Mohave National Preserve bighorn sheep hit by pneumonia

Suspected to have come from a domestic goat-

The entire population of bighorn sheep in the Mohave National Preserve could die from pneumonia transmitted, probably, by a lone domestic Angora goat found in the desert near where the outbreak originated.

The number of bighorn near Old Dad Mountain (200 to 300) has clearly declined and the dead bighon found test positive for a microbe that is carried by domestic sheep and goats and is 50 to 90% fatal to bighorn sheep. The bacteria that cause this pneumonia are one or more of  following: Mannheimia haemolytica, Bibersteinia trehalosi, Pasteurella multocida, and Mycoplasma ovipneumoniae

It is feared that migration of bighorn rams could infect the entire preserve which holds the majority of the desert’s bighorn.

Bighorn are absolutely intolerant of domestic sheep and goats, which carry the infectuous agents silently most of the time. It has been demonstrated that the bighorn and the domestics do not have to actually come into contact. Mere trailing of sheep or goats through bighorn country often does infect the bighorn. This connection was a one time controversial, but research at the University of Idaho proved the casual relationship.

There is no vaccine for the disease. Typically the infected bighorn are shot to prevent spread to other herds.

Pneumonia is probably the largest source of bighorn deaths in the United States.  Recently a major herd near Yakima, Washington largely died off and was shot, after, as predicted, they were exposed by domestic sheep. While a half-dozen or so are killed on highways in sporadic accidents nationwide, highway deaths hardly compare to pneumonia.

 

7 thoughts on “Mohave National Preserve bighorn sheep hit by pneumonia

  1. Ralph,
    While there is no vacine to prevent this can the sheep be treated. I know it would be hard and costly but worth it.

  2. This is why I have difficulty with the concept of wildlife management. Keeping the numbers artificially low makes them only one disease or disaster away from extirpation. I don’t know why ranchers won’t take steps to cooperate to try and live with wildlife. I don’t want to think of a country with nothing but people and their cars, cattle and sheep. I do smile when I think that we’ll always have coyotes.

  3. Souther/Central California was once home to a large and vibrant wild sheep population that was in large part destroyed by market harvesting AND the large scale domestic sheep ranching that began in the early 1800’s.

    This disease transmission has been going on for over 150 years and it is troubling that there does not seem to be a building of resistence in the surviving populations.

  4. What may be the source of the “one angora goat” that caused this disease transmission?

  5. Years ago, I worked with a guy who had transferred from Cal Fish & Game in the late-1960s. He was full of stories of absurd happenings during his tenure in California that were both comical and sad. Sad because of how they portrayed the overwhelming impact of humans on fish and wildlife and their habitat, and because they highlighted the huge disconnect between the majority of the California public and nature as most of us have come to know it. In one case, an area wildlife biologist finally went postal after years of county commission meetings over deer seasons in which the institutional supremacy and idiocy of “single sex” deer management was persistently upheld — and still is today, at a huge loss in reduced hunter harvest, agricultural damage and vehicle collisions. After enduring one too many hypocritical lectures in front of the commission by a local rancher (“What this young man is asking us to do is to shoot our seed stock, and I learned in this business long ago that the last thing you ever do is kill your seed stock!”), he went out and began shooting does by the pickup load and distributing them to needy families. It didn’t take long for the hounds of hell to catch up to him, and normally you might think that such a flagrant breach of law would be grounds for both dismissal and prosecution. However, what he had done, besides stirring the anger and horror of a biologically illiterate public and political class, was to act out the secret dream of every wildlife professional in the agency. After due deliberation, he was issued a severe punishment — banishment to the Mojave Desert to conduct research on desert bighorns — a move that killed three birds with one stone (gave the appearance of substantial punishment — including banishment, removed him from the area of controversy to circumstances where he would be less likely to stir public ire, and rewarded him with the most plumb wildlife position in the state).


### INSTRUCTIONS FOR THE TASK:
Only a number is wanted: how many lines in the records below contain "text"?

### Items from a figure collection:
:::
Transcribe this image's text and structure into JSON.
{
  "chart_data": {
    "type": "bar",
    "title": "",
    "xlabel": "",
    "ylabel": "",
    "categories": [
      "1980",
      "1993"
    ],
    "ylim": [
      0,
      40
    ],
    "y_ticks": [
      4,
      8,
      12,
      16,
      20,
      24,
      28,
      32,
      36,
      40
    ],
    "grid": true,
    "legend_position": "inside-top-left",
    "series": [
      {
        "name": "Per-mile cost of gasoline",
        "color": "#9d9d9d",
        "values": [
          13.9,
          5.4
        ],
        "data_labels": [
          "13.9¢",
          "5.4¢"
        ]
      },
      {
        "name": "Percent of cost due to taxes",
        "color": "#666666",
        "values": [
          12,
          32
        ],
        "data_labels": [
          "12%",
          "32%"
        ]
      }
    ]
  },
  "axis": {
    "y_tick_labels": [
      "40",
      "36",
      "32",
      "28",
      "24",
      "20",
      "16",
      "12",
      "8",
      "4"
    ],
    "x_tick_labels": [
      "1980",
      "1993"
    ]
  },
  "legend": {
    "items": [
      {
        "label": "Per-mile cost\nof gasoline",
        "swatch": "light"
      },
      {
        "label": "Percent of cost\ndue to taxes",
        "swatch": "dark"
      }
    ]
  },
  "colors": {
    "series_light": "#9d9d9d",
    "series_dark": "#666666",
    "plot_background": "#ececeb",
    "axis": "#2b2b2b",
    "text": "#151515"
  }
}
:::
### RESPONSE AREA:
2